Listeners didn’t meet her there until summer’s end, when the rest of the album came out, with a title we used to be able to read as pure metaphor. (Will we ever again relish the total artistic symbolism of medical terms, without having to consider their gross realities?) Immunity is a coming-out story, which implies necessary heartbreak but also the same kind of hope we’re holding onto now: that by getting hurt, just a little, we’ll become resistant, unbothered. Placed in context, “Bags” reveals itself not as a recounting of lovesickness but as the formation of its antibodies. The most beautiful lines, the ones I focus on now, sitting by the window to remind myself what the sun feels like, are about restraint: using everything to hold back is, in fact, an emotional exercise, a flexing of heartstrings that ultimately grants a kind of inner strength.
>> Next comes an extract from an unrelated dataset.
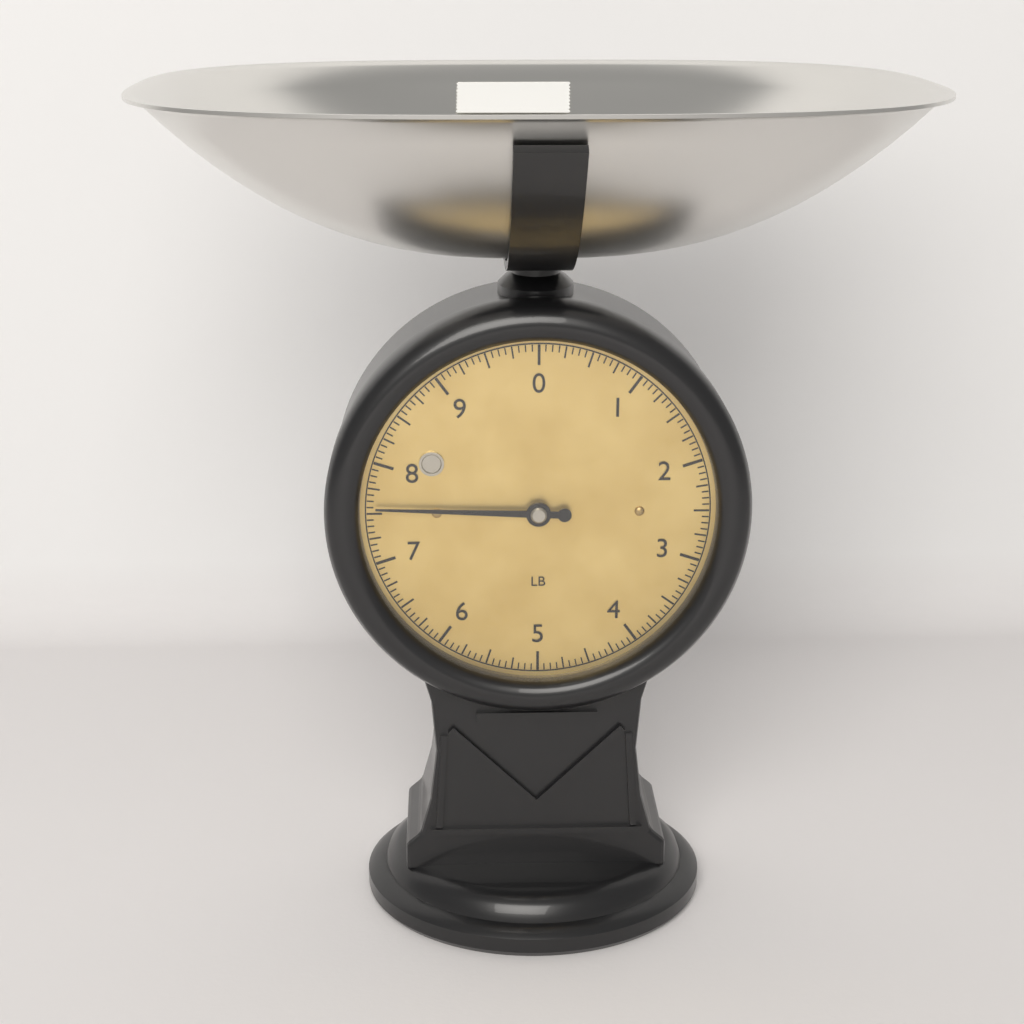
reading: 7.5625 lb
An important note: Clairo doesn’t find love with this girl. She told Genius in an interview that she did eventually break down, swept up by insurmountable desire, and made her move—she admitted her feelings and they weren’t reciprocated. But in “Bags,” in life, it’s not the success of the move that matters; it’s the resolve behind it. Returning over and over to a painful place—a crush’s couch, a restaurant you hate, a stoop that reminds you of your loneliness, a bedroom you haven’t left in two months—can feel like getting stuck. “Bags” is a reminder that no moment is as stagnant as we might think, that there will always come a time when restraint is no longer the answer.
It certainly would have felt like wishful thinking to me then, biking home on early mornings to sleep for a few hours before the cycle repeated, that there would be a moment to break from it. But it was also true that I was silently growing stronger, getting ready to break the cycle on my own; that I was pedaling forward, every mundane ritual part of my own survival; that even leaving a litter pyramid for someone to walk by and wonder about was an act of creation.
Soon summer will return. Because the powers that be are uncaring, reckless, and interested only in preserving the flow of national funds, it will likely come in limited form. We will still have to try to hold back: a virus, each other’s demises. This is fraught and disheartening, but also an opportunity to hone our demands of the future and nurse our potential energy—so that one day, and there will always come a day, when the world reopens, it can become kinetic, and we can translate our newfound strength to more fruitful projects like loving, or being loved, like writing, like voting and organizing. Like making sure none of us ever feels stuck again, and we never have to hold back either.